In Arizona, state law provides for a deduction for dividend income of foreign corporations and enumerates some of the income sources meeting that standard, including “global intangible low-taxed income as defined in section 951A of the internal revenue code.” GILTI and NCTI should meet the definition of foreign dividend income with or without specific enumeration, but it is worth noting that lawmakers expressly identified GILTI in statute.
Of course, NCTI is bad policy in any state, and far more aggressive than GILTI ever was, so lawmakers in states that already taxed GILTI should also consider revisiting their state’s conformity to NCTI. But at least in these states, the tax won’t be a complete surprise.
Illinois, for instance, recently chose to tax GILTI and now intentionally taxes NCTI. Iowa made the opposite decision with similar intentionality, yet it is currently on track to join Illinois in taxing NCTI. Updating the state’s decoupling statute to reflect § 951A rather than GILTI is a technical fix, but an important one.
Based on our statutory analysis, the risk in Iowa, Kansas, New Hampshire, and Tennessee is straightforward. States in which GILTI was excluded through a determination that it constituted deductible dividend or Subpart F income should afford the same treatment to NCTI, but since there is no guarantee that tax administrators won’t revisit the question, it’s worth a quick technical aside to understand why the exclusion is appropriate.
Under federal law, while GILTI and NCTI are not included in the definition of Subpart F income (a category that includes income from a controlled foreign corporation that US investors must include on their own income tax returns), the amount of NCTI includable in gross incomeFor individuals, gross income is the total of all income received from any source before taxes or deductions. It includes wages, salaries, tips, interest, dividends, capital gains, rental income, alimony, pensions, and other forms of income.
For businesses, gross income (or gross profit) is the sum of total receipts or sales minus the cost of goods sold (COGS)—the direct costs of producing goods “shall be treated in the same manner as” Subpart F income per IRC § 951A(f)(1), a provision incorporated in the two states that exclude GILTI under their subtractions for Subpart F income. These states must provide the benefit of their Subpart F income subtraction to this similar provision because the tax code affirms that they are to be treated identically.

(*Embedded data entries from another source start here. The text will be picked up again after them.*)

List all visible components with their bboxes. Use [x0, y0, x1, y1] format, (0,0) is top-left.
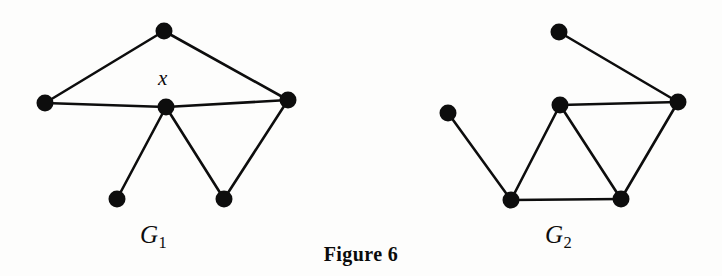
graph-edge — [166, 100, 288, 107]
graph-vertex-bottom-left-vertex — [109, 191, 126, 208]
graph-vertex-center-vertex-x — [158, 99, 175, 116]
graph-vertex-bottom-right-vertex — [216, 191, 233, 208]
graph-g2-edges — [448, 32, 678, 200]
graph-edge — [560, 102, 678, 105]
graph-g1 — [37, 23, 297, 208]
graph-vertex-bottom-right-vertex — [613, 191, 630, 208]
graph-vertex-left-pendant-vertex — [440, 105, 457, 122]
graph-edge — [45, 31, 164, 103]
graph-vertex-top-vertex — [551, 24, 568, 41]
graph-vertex-right-vertex — [670, 94, 687, 111]
graph-edge — [559, 32, 678, 102]
graph-g2 — [440, 24, 687, 209]
figure-container: x G1 G2 Figure 6 — [0, 0, 722, 276]
graph-edge — [621, 102, 678, 199]
graph-edge — [224, 100, 288, 199]
graph-edge — [164, 31, 288, 100]
graph-vertex-top-vertex — [156, 23, 173, 40]
graph-vertex-right-vertex — [280, 92, 297, 109]
graph-edge — [117, 107, 166, 199]
graph-vertex-middle-vertex — [552, 97, 569, 114]
graph-vertex-left-vertex — [37, 95, 54, 112]
figure-caption: Figure 6 — [0, 243, 722, 266]
graph-g2-vertices — [440, 24, 687, 209]
graph-edge — [511, 105, 560, 200]
graph-edge — [166, 107, 224, 199]
graph-edge — [511, 199, 621, 200]
graph-drawing-canvas — [0, 0, 722, 276]
graph-vertex-bottom-left-vertex — [503, 192, 520, 209]
graph-edge — [560, 105, 621, 199]
graph-g1-vertices — [37, 23, 297, 208]
graph-edge — [448, 113, 511, 200]
graph-edge — [45, 103, 166, 107]
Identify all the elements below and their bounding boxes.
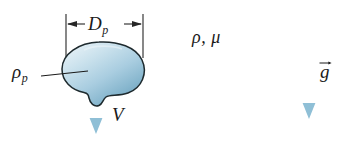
gravity-symbol-wrap: g	[320, 62, 330, 81]
gravity-arrowhead	[303, 103, 316, 119]
particle-density-label: ρp	[12, 62, 28, 84]
particle-density-symbol: ρ	[12, 61, 21, 82]
particle-diameter-symbol: D	[88, 13, 102, 34]
gravity-vector-label: g	[320, 62, 330, 81]
dimension-arrowhead-left	[67, 21, 77, 27]
dimension-arrowhead-right	[132, 21, 142, 27]
particle-density-subscript: p	[22, 71, 28, 85]
velocity-arrowhead	[90, 118, 103, 134]
figure-canvas	[0, 0, 349, 166]
settling-velocity-label: V	[112, 105, 124, 124]
particle-diameter-subscript: p	[102, 23, 108, 37]
vector-arrow-icon	[319, 59, 332, 65]
particle-blob	[62, 42, 144, 106]
fluid-properties-label: ρ, μ	[192, 28, 221, 46]
particle-settling-figure: Dp ρp V ρ, μ g	[0, 0, 349, 166]
particle-diameter-label: Dp	[88, 14, 108, 36]
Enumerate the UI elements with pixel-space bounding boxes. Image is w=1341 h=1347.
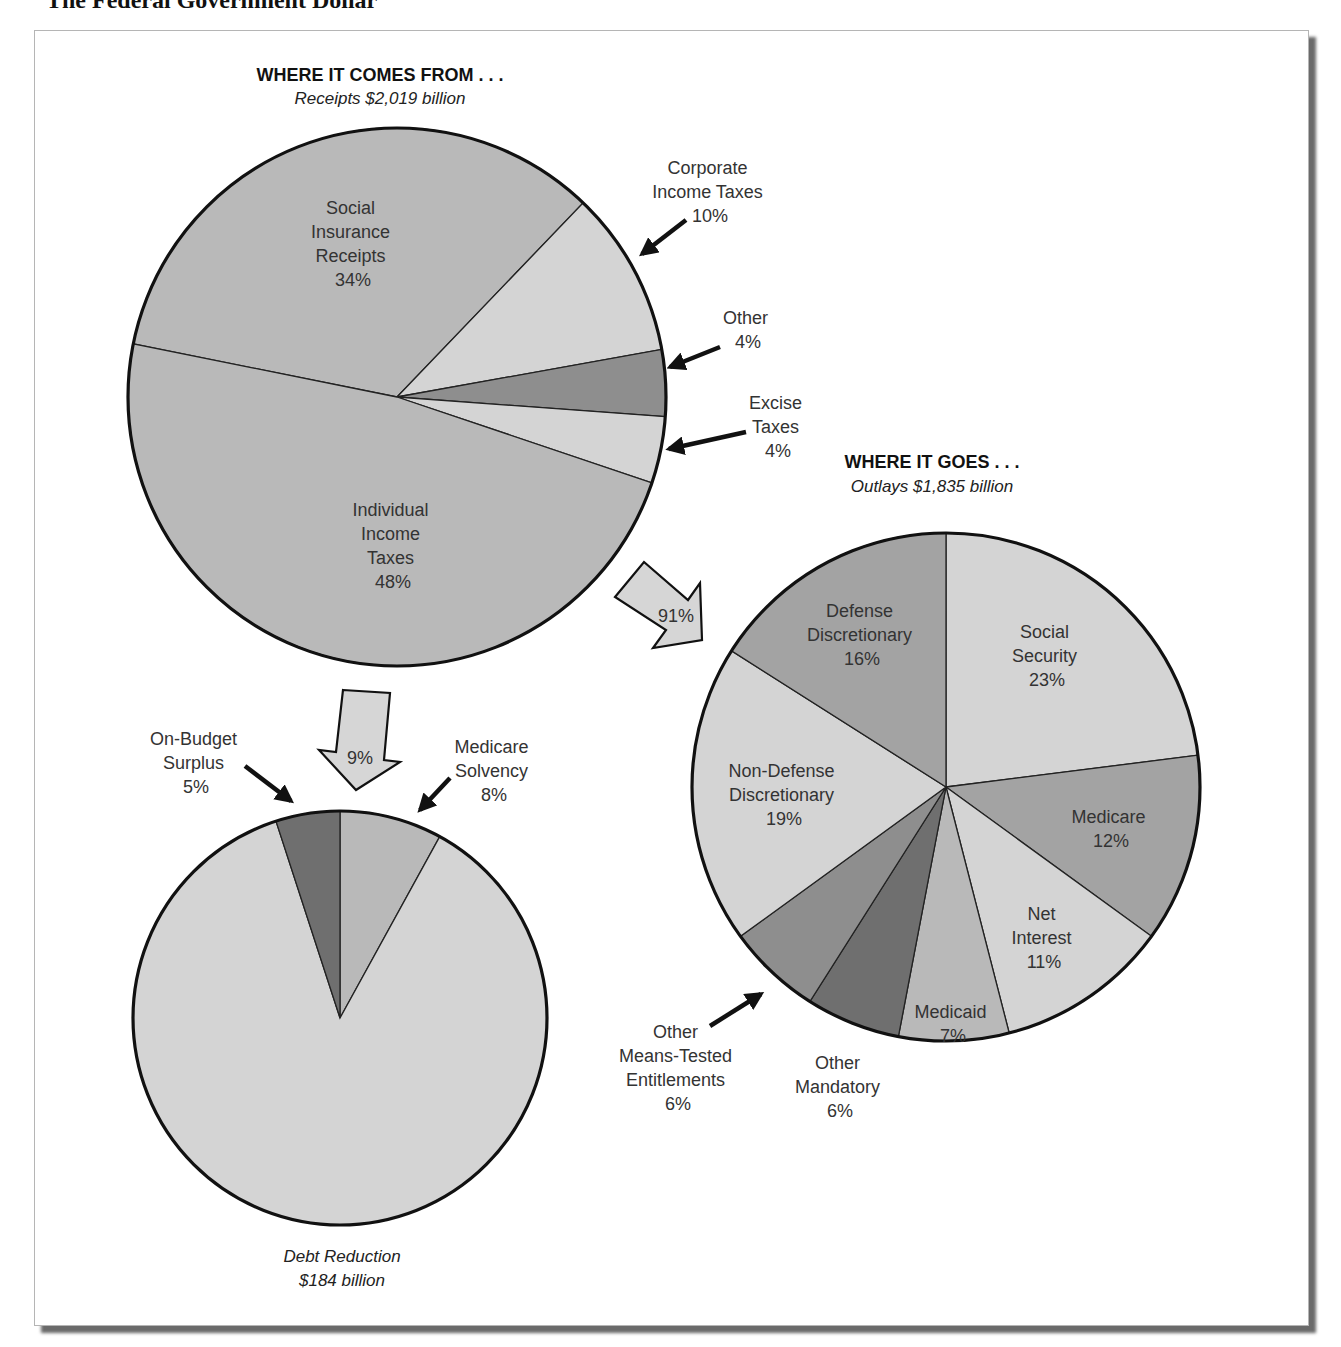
debt-reduction-pie [133,811,547,1225]
label-excise: Excise Taxes 4% [749,393,807,461]
flow-arrow-to-debt: 9% [319,690,400,790]
outlays-subheader: Outlays $1,835 billion [851,477,1014,496]
federal-dollar-chart: WHERE IT COMES FROM . . . Receipts $2,01… [0,0,1341,1347]
arrow-other-receipts [670,347,720,367]
label-other-mandatory: Other Mandatory 6% [795,1053,885,1121]
arrow-corporate [642,220,686,254]
arrow-other-means-tested [710,994,761,1026]
label-other-receipts: Other 4% [723,308,773,352]
debt-caption-title: Debt Reduction [283,1247,400,1266]
label-other-means-tested: Other Means-Tested Entitlements 6% [619,1022,737,1114]
outlays-header: WHERE IT GOES . . . [844,452,1019,472]
debt-caption-amount: $184 billion [298,1271,385,1290]
arrow-on-budget-surplus [245,766,291,801]
arrow-medicare-solvency [420,778,450,810]
flow-label-9: 9% [347,748,373,768]
flow-label-91: 91% [658,606,694,626]
receipts-header: WHERE IT COMES FROM . . . [257,65,504,85]
label-corporate: Corporate Income Taxes 10% [652,158,768,226]
receipts-subheader: Receipts $2,019 billion [294,89,465,108]
flow-arrow-to-outlays: 91% [615,562,702,648]
label-medicare-solvency: Medicare Solvency 8% [454,737,533,805]
label-on-budget-surplus: On-Budget Surplus 5% [150,729,242,797]
arrow-excise [669,432,746,449]
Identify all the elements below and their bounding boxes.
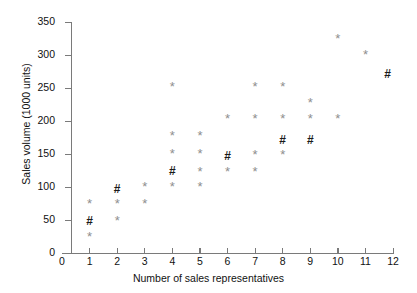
data-point-star: *	[248, 165, 262, 179]
y-tick	[65, 220, 71, 221]
data-point-star: *	[83, 230, 97, 244]
data-point-star: *	[165, 147, 179, 161]
data-point-star: *	[303, 112, 317, 126]
data-point-star: *	[331, 32, 345, 46]
x-tick	[337, 248, 338, 254]
x-tick-label: 9	[298, 256, 322, 267]
data-point-star: *	[248, 148, 262, 162]
data-point-star: *	[193, 129, 207, 143]
data-point-star: *	[83, 197, 97, 211]
x-axis-title: Number of sales representatives	[0, 272, 417, 284]
x-tick-label: 8	[271, 256, 295, 267]
data-point-hash: #	[221, 150, 235, 164]
x-tick-label: 12	[381, 256, 405, 267]
data-point-star: *	[138, 197, 152, 211]
data-point-star: *	[276, 148, 290, 162]
x-tick	[365, 248, 366, 254]
x-tick	[282, 248, 283, 254]
data-point-star: *	[193, 165, 207, 179]
x-tick	[199, 248, 200, 254]
data-point-star: *	[193, 180, 207, 194]
y-tick	[65, 121, 71, 122]
y-tick	[65, 88, 71, 89]
y-tick	[65, 253, 71, 254]
y-tick	[65, 154, 71, 155]
x-tick	[144, 248, 145, 254]
data-point-hash: #	[380, 68, 394, 82]
x-tick	[172, 248, 173, 254]
data-point-star: *	[276, 80, 290, 94]
x-tick-label: 3	[133, 256, 157, 267]
x-tick	[393, 248, 394, 254]
y-axis-title: Sales volume (1000 units)	[20, 24, 32, 224]
data-point-star: *	[331, 112, 345, 126]
data-point-star: *	[110, 197, 124, 211]
data-point-star: *	[138, 180, 152, 194]
scatter-chart: 050100150200250300350 0123456789101112 *…	[0, 0, 417, 293]
x-tick-label: 7	[243, 256, 267, 267]
data-point-hash: #	[276, 134, 290, 148]
x-tick-label: 6	[216, 256, 240, 267]
x-tick-label: 10	[326, 256, 350, 267]
data-point-hash: #	[303, 134, 317, 148]
data-point-star: *	[276, 112, 290, 126]
x-tick-label: 2	[105, 256, 129, 267]
x-tick	[310, 248, 311, 254]
data-point-hash: #	[165, 165, 179, 179]
y-tick	[65, 55, 71, 56]
data-point-star: *	[165, 180, 179, 194]
y-tick	[65, 22, 71, 23]
x-tick	[117, 248, 118, 254]
y-tick	[65, 187, 71, 188]
data-point-star: *	[165, 80, 179, 94]
data-point-star: *	[221, 112, 235, 126]
data-point-star: *	[221, 165, 235, 179]
data-point-star: *	[248, 80, 262, 94]
data-point-star: *	[358, 48, 372, 62]
x-tick	[89, 248, 90, 254]
data-point-star: *	[193, 147, 207, 161]
data-point-star: *	[303, 96, 317, 110]
x-tick-label: 5	[188, 256, 212, 267]
data-point-hash: #	[110, 183, 124, 197]
data-point-star: *	[110, 214, 124, 228]
x-tick	[227, 248, 228, 254]
x-tick-label: 11	[353, 256, 377, 267]
x-tick-label: 4	[160, 256, 184, 267]
data-point-star: *	[165, 129, 179, 143]
x-tick	[255, 248, 256, 254]
data-point-star: *	[248, 112, 262, 126]
data-point-hash: #	[83, 215, 97, 229]
x-tick-label: 1	[78, 256, 102, 267]
x-tick-label: 0	[50, 256, 74, 267]
y-axis-line	[71, 22, 72, 254]
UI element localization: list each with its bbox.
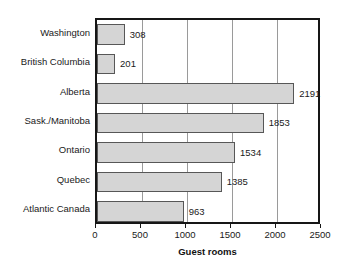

Similarly, while GILTI and NCTI are not necessarily dividends under the definition in IRC § 316, they fit the definition of what the courts have termed deemed dividends. States acknowledge this concept when they exclude Subpart F income based on their deductions for dividends, considering it a deemed dividend, and states followed this same approach in applying dividends received deductions to GILTI—which should now extend to NCTI. Indeed, even states that taxed GILTI acknowledged it as eligible for any deductions for dividends received, which served as the basis for reduced taxation of GILTI in several states with a partial rather than total exclusion of dividend income.
If lawmakers don’t want their states to tax NCTI, they should prioritize decoupling when sessions convene in 2026.
The table below indicates every state’s conformity or nonconformity to NCTI along with the relevant statutory citation.